ECLE: Not true! I haven't had sushi in 2 days!
Although the ECLE was joking (I think...), the stereotypes speak for themselves. There are plenty of folks in this region (and, especially in South Brooklyn) who fit neatly into that box. It's a very comforting box, and I myself am easily wedged into a number of those pegholes (brunch snobbery, latte loving, political relativism,
Times quoting, Park Slope apologism, occasionally dressing like I just got off a yacht). However, there is one place I will not go:
I will not subscribe to the
New Yorker.
There's something about taking that step that would be the final nail in the coffin. I'd officially and unequivocally be a ECLE. And I can't do it. Something in my Texas roots just won't allow me to go down that road. And it's not that I question the quality of the
New Yorker or don't believe that I'd enjoy it. I'm sure I'd love it. (I've certainly enjoyed plenty of books written by
New Yorker authors.) No, the problem is the
New Yorker is more of a prop than a magazine.

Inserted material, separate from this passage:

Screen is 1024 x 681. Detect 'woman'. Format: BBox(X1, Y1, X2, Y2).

First off, it's simply too dense to absorb at the rate it's published. Everyone loves the articles and stories, but no one reads them all. (And, really, you could just go
here for that one
really important one.) I mean, does anyone disagree with Nic Cage spewing "sprawling
New Yorker shit" time and time again in
Adaptation? I know if I started getting it, I'd spend a few moments with my shiny new issue sitting on the john thinking of cartoon captions and then throw it in a pile in my bedroom of things I oughta read. And I suspect that what most everyone else does too.

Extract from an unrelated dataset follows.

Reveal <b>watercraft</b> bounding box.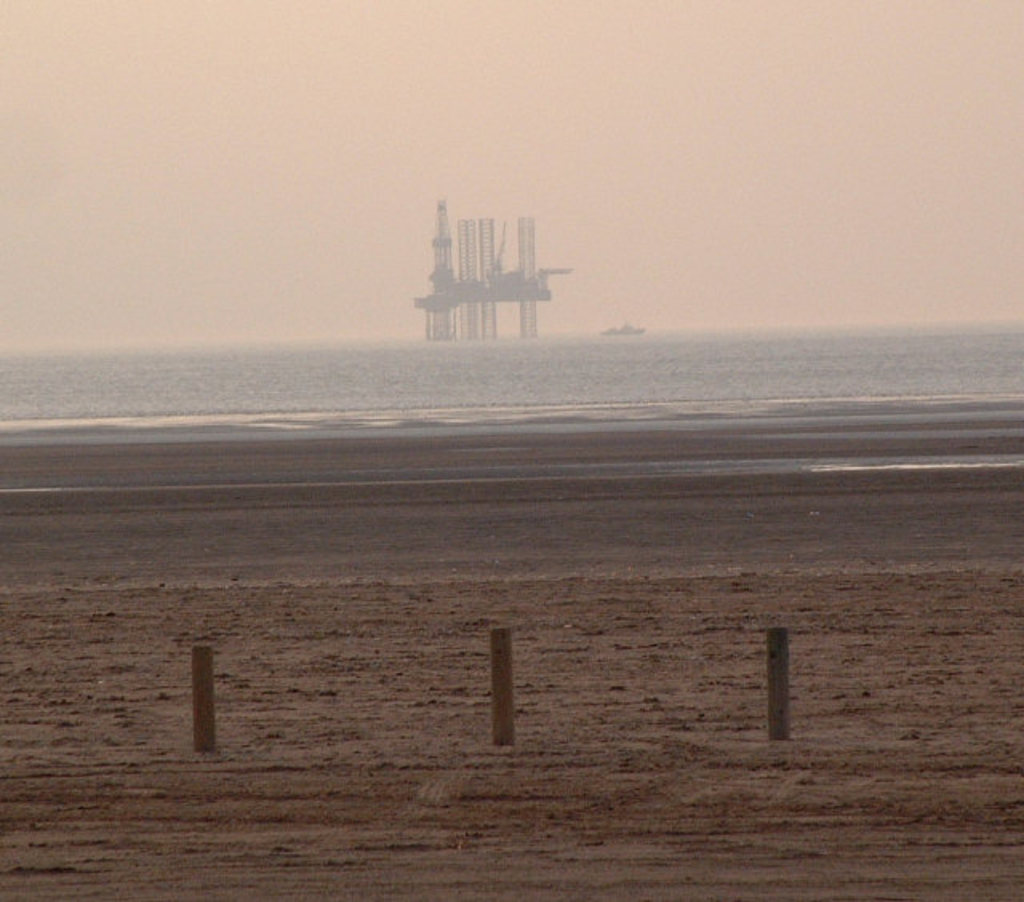
Revealed: Rect(405, 206, 608, 358).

It's like joining the Flower of the Month club, but for your coffeetable. A gleaming Batsignal to other ECLEs that you are in their virtual Skull and Bones club.
Sigh.
But I subscribe to
Wired and
Newsweek, so I suppose those (littered around the loo and the bed) define me as much as the
New Yorker would anyone else.
But those two are both such broad publications. Maybe I'm trying to not be pegholed. Maybe I'm hoping I'll be seen as having a different tack, one I create myself. There certainly is a mono-culture in New York (especially in the media) and maybe I want to be on the outside looking in. That probably won't happen by simply not subscribing to a magazine.
I know that to my relations in Texas, I must seen like a huge East Coast Liberal Elitist no matter what I do. So, they probably won't be to surprised when I finish off by quoting Marx:

I refuse to join any club that would have me as a member (for $47 a year).